The body sat slumped on the toilet seat of the single-stall bathroom of the rundown convenience store across the street from the only major bus station in town. Its feet sprawled out, nearly touching Lyly's new white sneakers, and its chin tucked into the neck at an odd angle that was forced by the toilet tank behind the head.

Lyly sniffed the air, measuring the rate of decay. 

Unlike the odors of the bathroom itself, the body was fresh. Likely the unhappy owner of this body had broken in to the locked bathroom at the rear of the building that very night, but had expired due to overstimulation. The eyes were half-hooded and glazed over, the lips slightly parted in a slack, open-jawed smile.

"Overdose" – the word popped into Lyly's head from the recesses of her borrowed memories.

She had come across this situation purely by accident, from a chain of events that had started just under a week ago.

She had been at home with Theodore and Cherry, curled up on the couch watching a show that, as far as she could tell, was about people who were pair-bonded and who were looking for a place to settle into despite seemingly already having one. Lyly, too, had acquired a place to settle and found their searching despite their own security fascinating.

And yet, like the paired adventurers on the screen who felt the need for change, Lyly had begun to grow restless.

Ever since that encounter with the Facility nearly three weeks prior, Lyly couldn't comfortably nest as she had begun to before.

This house was perfect: temperature controlled, full of soft places to curl up, and with large amounts of food prepared for her. What's more, the cook himself could serve as rations in a pinch.

And yes, the night that the Facility had found her she had eaten especially well. But despite the influx of fresh fluids, she hadn't been able to sleep at all in the following nights, as flashes of memories and long lists of names and numbers had reeled endlessly across her mind's eye.

It was the information that she had ripped from the mind of the researcher during her escape, triggered by the return of the Facility, but still jumbled and nearly inaccessible due to her haste and inexperience.
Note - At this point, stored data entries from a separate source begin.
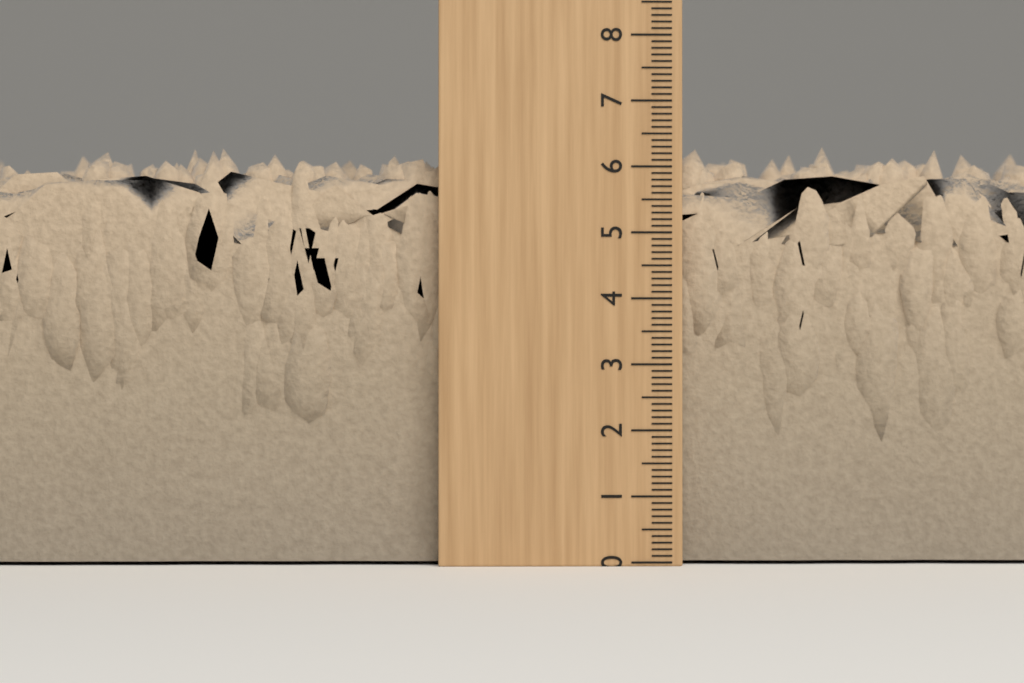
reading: 6.4 (no unit)
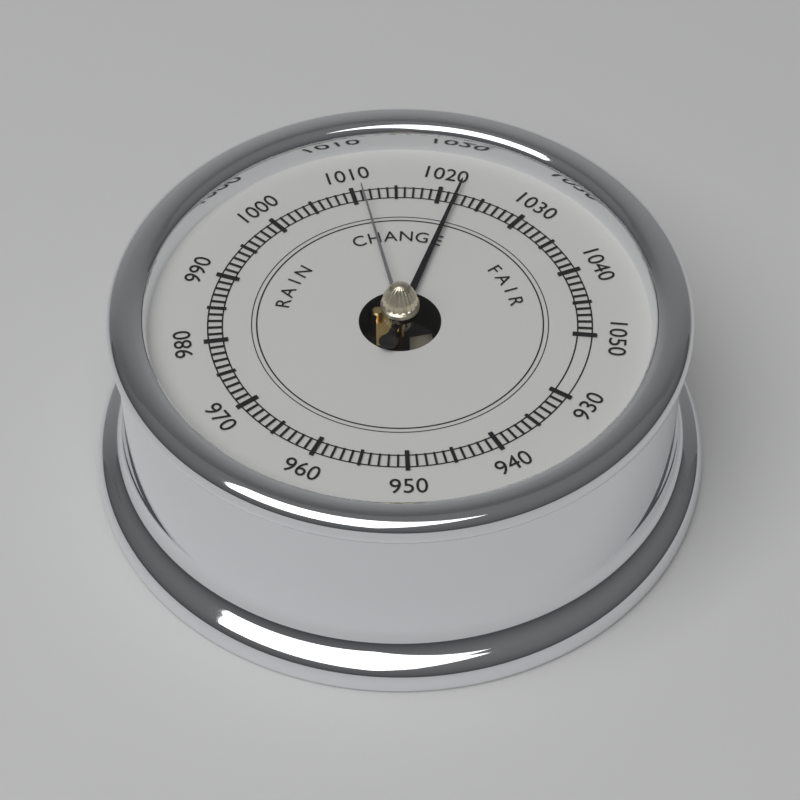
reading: 1022 (no unit)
The implication behind the information, however, was clear.

The Facility had resources, more than she could feasibly eat in one night if they came her way again. This nest was no longer secure.
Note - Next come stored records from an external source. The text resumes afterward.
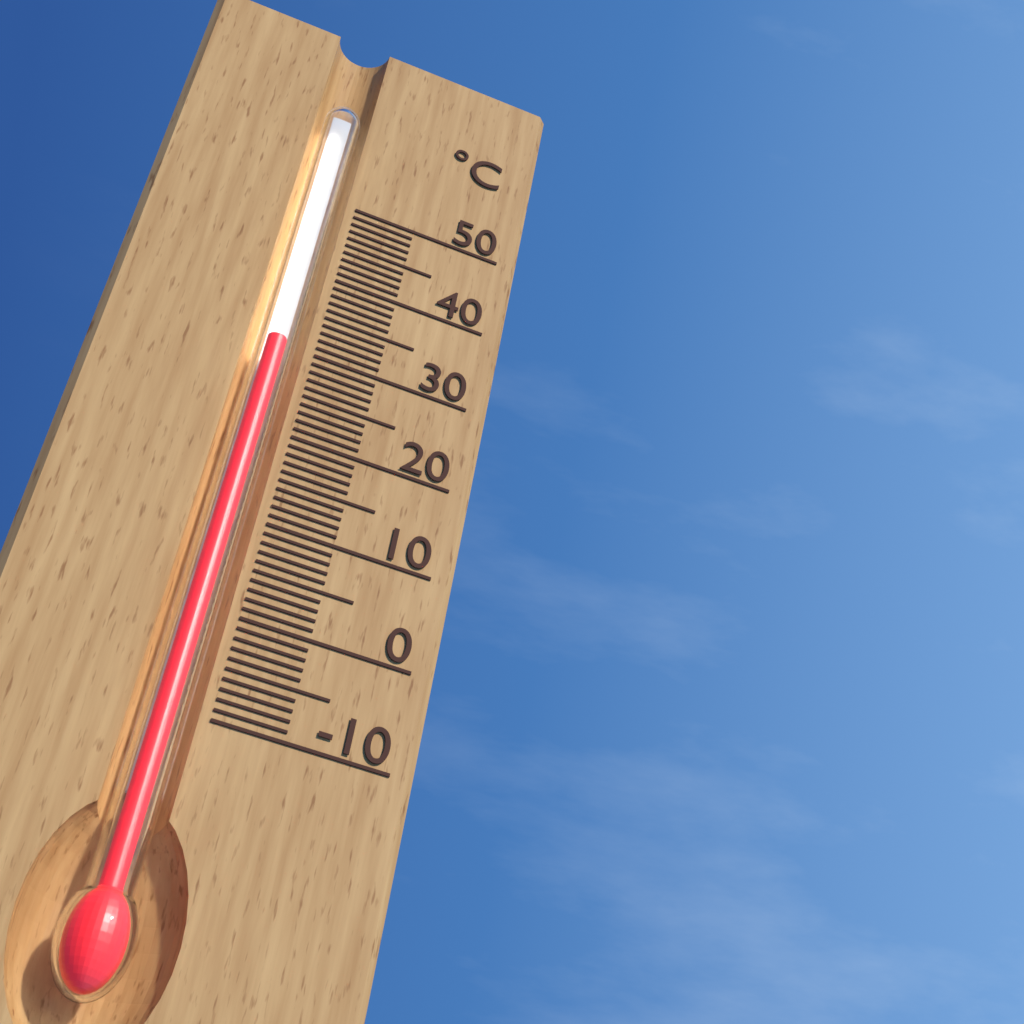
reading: 30 °C
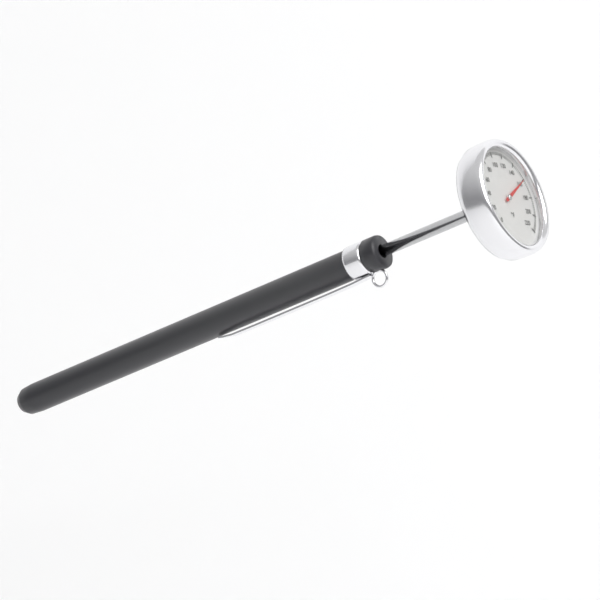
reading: 160 °F
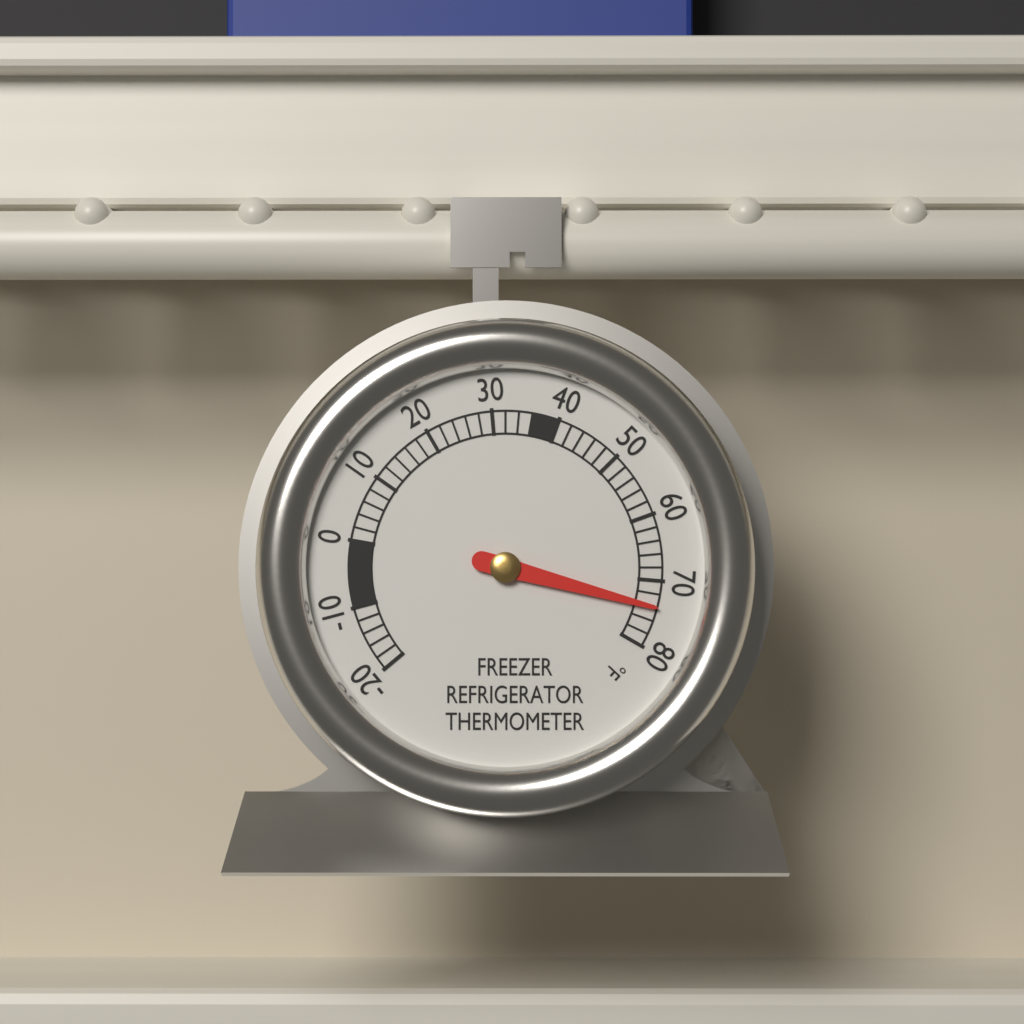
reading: 74 °F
As if bidden by her train of thought, the tangled mess of information began to swell into her mind again and Lyly hugged her knees as the associated ache throbbed through her skull. Her hair rustled lightly, sensing through the air currents for the static, comforting presence of Theodore and Cherry, who sat behind her at the dining table.

She tipped her head backwards over the couch, studying Theodore as he sipped his after-dinner coffee and read the newspaper, which he was normally up and out of the house too early to do in the morning. Cherry was curled up on his lap, her soft puff of hair climbing around his chin like a beard.
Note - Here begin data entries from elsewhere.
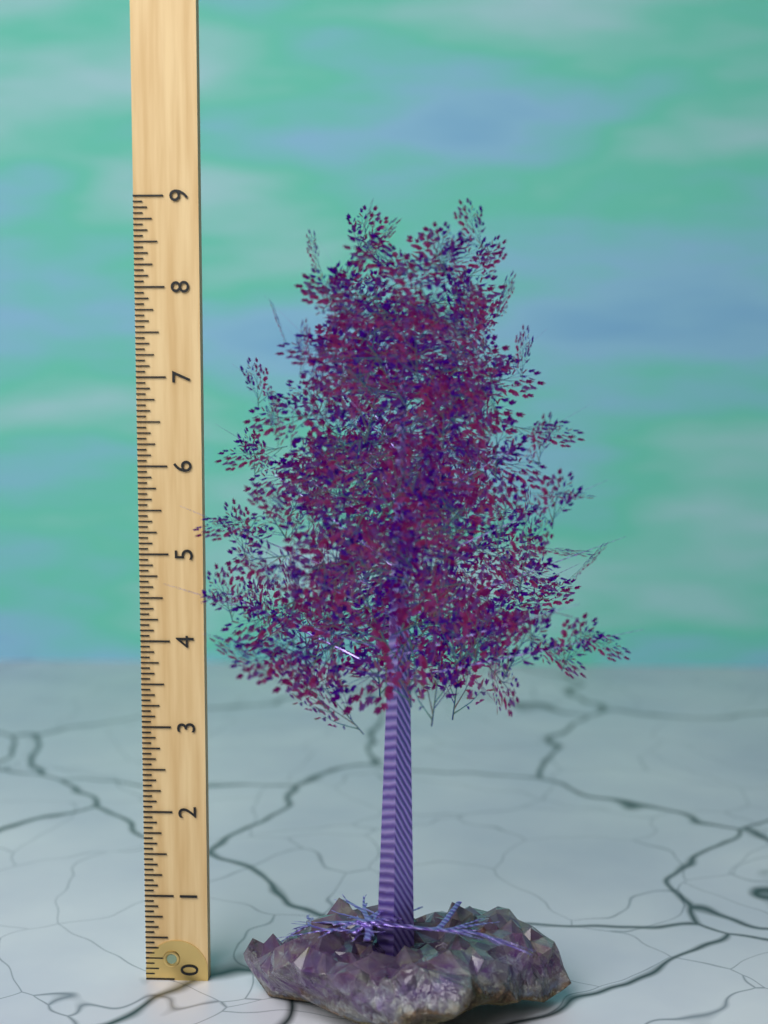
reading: 8.8750 (no unit)
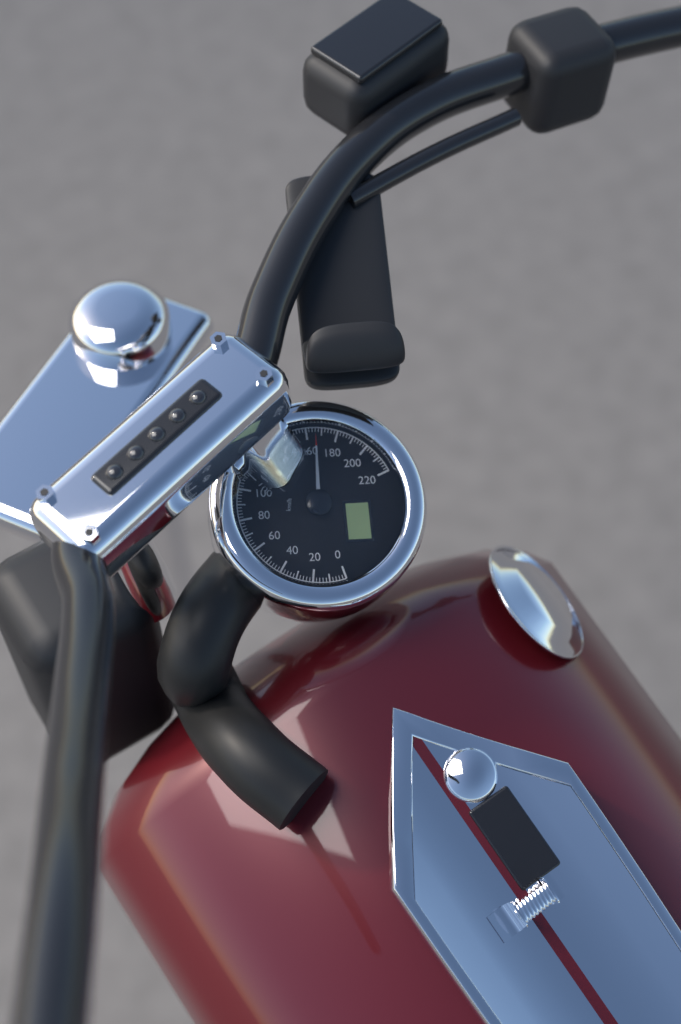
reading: 166 km/h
The dogs might be useful, she theorized. The two carnivores had made a tacit peace with her in the time she'd been here, but it was clear that they were willing to target and destroy any threat that they deemed noncompliant. But they had no natural armor, and the Facility had lots of weapons.

Which left these two, the humans of her nest, who were defenseless. They were so low down the food chain they probably couldn't even eat a threat if any made it past her and the dogs.